During an interview with the Register, Luciani noted that the principles worked out in the 2016 talks still apply for opposition groups and include recognition of parliament, the release of political prisoners, acceptance of humanitarian aid, and the scheduling of free and fair elections.

Luciani suggested that the Vatican’s support for these goals offered an implicit repudiation of the regime’s repressive policies.

 

The Pope’s Approach

Likewise, he argued that Pope Francis had signaled his true concerns and priorities regarding Venezuela during his recent trip to Panama for World Youth Day, but chose to operate behind the scenes or by adopting oblique terms.

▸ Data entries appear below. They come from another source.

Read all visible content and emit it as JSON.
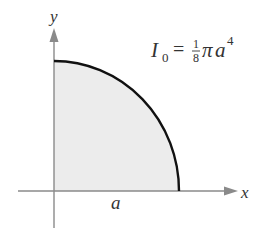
{
  "diagram": {
    "type": "quarter-circle region",
    "axes": {
      "x_label": "x",
      "y_label": "y"
    },
    "dimension_label": "a",
    "formula": {
      "lhs": "I",
      "lhs_subscript": "0",
      "equals": "=",
      "fraction_numerator": "1",
      "fraction_denominator": "8",
      "pi": "π",
      "var": "a",
      "exponent": "4"
    },
    "colors": {
      "axis": "#8a8a8a",
      "curve": "#111111",
      "fill": "#ececec",
      "text": "#333333"
    }
  }
}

First, the Pope met with Cardinal Porras.

The Holy Father “is very aware of what is happening now and the bishops’ position in Venezuela,” including their statement that framed the “current presidential term as illegitimate,” reported Luciani.

And before leaving Panama, the Pope offered specific comments, acknowledging that the people of Venezuela were facing “a serious situation” and that he was praying for an outcome “respecting human rights.”

Francis could not be more explicit “because it is not pastorally good on his part to take sides. His role is to make every effort possible to find a solution to the crisis,” added Luciani.

But many human-rights activists and some Latin American leaders have been frustrated by the Pope’s unclear comments and believe he has squandered his role as a moral leader.

And in a Jan. 6 letter to Pope Francis, 20 prominent Latin American leaders, including Nobel Peace Prize winner Oscar Arias of Costa Rica, noted the “pastoral spirit” of his Christmas Day message urbi et orbi (“to the city of Rome and to the world”), which encouraged Venezuelans to “‘recover social harmony’ so as to ‘work fraternally’ toward the country’s development.”

But they also reminded the Pope that Venezuelans “are victims of oppression by a militarized narco-dictatorship which has no qualms about systematically violating the rights to life, liberty and personal integrity.”

With this painful reality in mind, the authors of the letter dismissed Francis’ “call for harmony” as an invitation for “victimized nations … [to] come to agreement with their victimizers.”

 

Socialist Tyranny

At this moment, clarity about the ideological roots and brutal record of the Maduro regime matters a great deal, say analysts, because it can inform the country’s direction and help secure a political framework that respects human rights and democratic freedoms.

Further, the collapse of Venezuela’s economy, once the most successful in Latin America, demands a rigorous analysis of the regime’s socialist policies, said CUA’s Lewis, who pointed to the writings of Pope St. John Paul II on free markets as an antidote to confusion.

“John Paul’s most important statement on these questions generally was in Centesimus Annus (1991),” said Lewis, and implicitly “contains the basis of a harsh criticism of the Venezuelan regime.” The government “destroyed the economy in part by destroying the market, which John Paul held should generally be free and a realm of free creative activity (33-34).”

John Paul also held “that state intervention should be limited and temporary,” added Lewis.

“But the state in Venezuela simply took over the society and the economy, and the result has been hyperinflation and massive poverty.”

“Tyranny,” Lewis concluded, “should be called by its name.”

Joan Frawley Desmond is a Register senior editor.